I think this is valuable for programmatic usage, where the expression needs to be validated (but not evaluated). What would the validation look like? I think 2 main things that can be done:
- Make sure expression can be successfully parsed in
evalmode - Make sure all reference names are present in current scope
(1) can be done easily.
(2) is the dealbreaker for many solutions.
Any “black magic” method will fail to capture some variables in some cases.
I.e. when the variable is part of expression but closure is not making use of it, it is not captured in co_cellvars.
What could be the solution for this?
f'{expr!e}'
t'{expr!e}'
At least I think so.
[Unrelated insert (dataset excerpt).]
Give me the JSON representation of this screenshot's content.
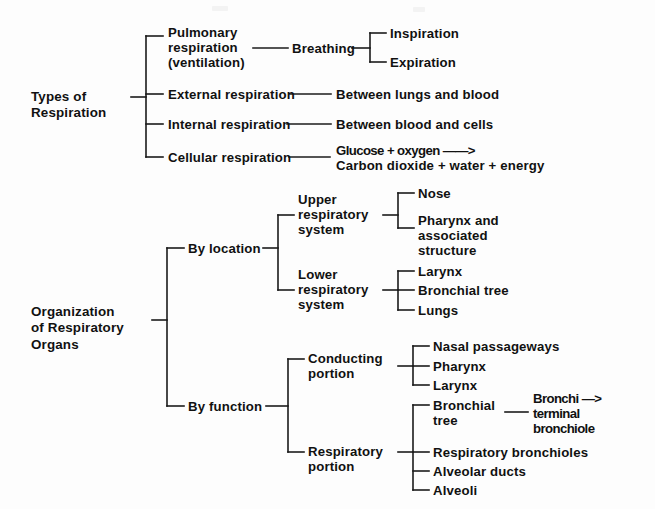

As:
- No new keywords
- Syntax highlighting already implemented.
- Being part of string formatting… well, can be conveniently used as part of string formatting.
In short, I just think this is a good place to put it.
f'{a=}' already does this (+additional eval+repr), thus it would be an apple to the box of apples.
What is the best that can be done now?
Not sure, but the best that I have is:
def exprof(expr: str, /, *args):
ast.parse(expr, mode='eval')
return expr
exprof('_a[0]["b"](') # SyntaxError
exprof('_a[0]["b"]()', _a) # NameError
_a = 1
exprof('_a[0]["b"]()', _a) # '_a[0]["b"]()'
ast.parse takes care of (1).
As for (2) - source all variables present in expression to args to validate their existence.
Not ideal though, I would still like to see !e conversion in the long run.
2. Getting expression string with evaluated result
What doesn’t work?
f'{expr=}'.split('=')
- Split can not be robustly determined for all cases
- 2nd part is not the value, but
reprof value - if the value is needed, then this is wasteful evaluation +repr(val)
Good news is that t-strings have covered this one already:
def exprofval(template):
intplns = template.interpolations
assert len(intplns) == 1
i0 = intplns[0]
return i0.expression, i0.value
_a = [{'b': lambda: 999}]
expr, value = exprofval(t'{_a[0]["b"]()}')
# ('_a[0]["b"]()', 999)
Given “high” demand for this, I would not expect anything more convenient that that.
This is already pretty sweet.
Does it all. Including highlighting. Well, not yet in discourse.
So from where I stand, !e conversion would complete this.